Abstract
Alongside the emergence of the use of fieldwork studies for design there has been a discussion on how best these studies can inform system development. Concerns have been expressed as to whether their most appropriate contribution is a list of requirements or design recommendations. This article explores a recurrent issue that has emerged from fieldwork studies in Computer-Supported Cooperative Work, awareness, and with respect to a particular system development project discusses some of the implications for the development and deployment of one particular kind of technology—image recognition systems—in particular, organizational settings. In the setting in question—surveillance centers or operations rooms—staff utilize a range of practices to maintain awareness. Rather than extending field studies so that they can better assist design, it may be considered how workplace studies can contribute to a respecification of key concepts, like awareness, that are critical to an understanding of how technologies are used and deployed in everyday environments.
The research discussed in this article was funded under the EU Projects PRISMATICA, Palcom, and Paperworks. We thank personnel on London Underground who generously provided us with access for fieldwork and video recording and suffered our endless queries and questions. Material relating to this article was presented at the In Situ, In Use: Extending Field Research Methods workshop held in London in October 2005. We are very grateful for the generous comments and suggestions from participants at the workshop and Jon Hindmarsh, Dirk vom Lehn, and Hubert Knoblauch for their extensive support with the issues and materials discussed here. We also thank the editors and anonymous reviewers of the article for their helpful and insightful comments on an earlier draft.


What you are asked to do.
Select all lines holding the word "header" from the entries that follow.

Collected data
= Beginning of Section =
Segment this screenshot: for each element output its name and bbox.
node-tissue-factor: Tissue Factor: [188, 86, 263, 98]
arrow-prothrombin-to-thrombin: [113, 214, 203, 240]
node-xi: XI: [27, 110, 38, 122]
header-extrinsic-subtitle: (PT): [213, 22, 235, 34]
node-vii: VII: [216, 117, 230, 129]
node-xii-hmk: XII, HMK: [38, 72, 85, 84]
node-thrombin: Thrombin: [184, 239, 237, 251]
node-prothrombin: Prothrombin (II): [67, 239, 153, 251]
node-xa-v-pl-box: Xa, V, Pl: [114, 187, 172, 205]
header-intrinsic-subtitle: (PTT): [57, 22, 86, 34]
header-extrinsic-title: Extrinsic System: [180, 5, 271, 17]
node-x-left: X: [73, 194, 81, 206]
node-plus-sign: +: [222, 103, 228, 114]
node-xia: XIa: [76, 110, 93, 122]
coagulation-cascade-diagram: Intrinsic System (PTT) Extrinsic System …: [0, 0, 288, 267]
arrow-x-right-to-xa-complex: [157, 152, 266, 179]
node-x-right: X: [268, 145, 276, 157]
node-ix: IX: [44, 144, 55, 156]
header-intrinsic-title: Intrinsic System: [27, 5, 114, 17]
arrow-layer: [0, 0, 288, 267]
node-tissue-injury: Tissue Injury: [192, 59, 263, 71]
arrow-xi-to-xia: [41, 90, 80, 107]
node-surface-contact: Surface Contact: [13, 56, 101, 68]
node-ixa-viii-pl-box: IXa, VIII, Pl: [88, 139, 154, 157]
= End of Section =
Exercise result.
header-extrinsic-subtitle: (PT): [213, 22, 235, 34]
header-intrinsic-subtitle: (PTT): [57, 22, 86, 34]
header-extrinsic-title: Extrinsic System: [180, 5, 271, 17]
header-intrinsic-title: Intrinsic System: [27, 5, 114, 17]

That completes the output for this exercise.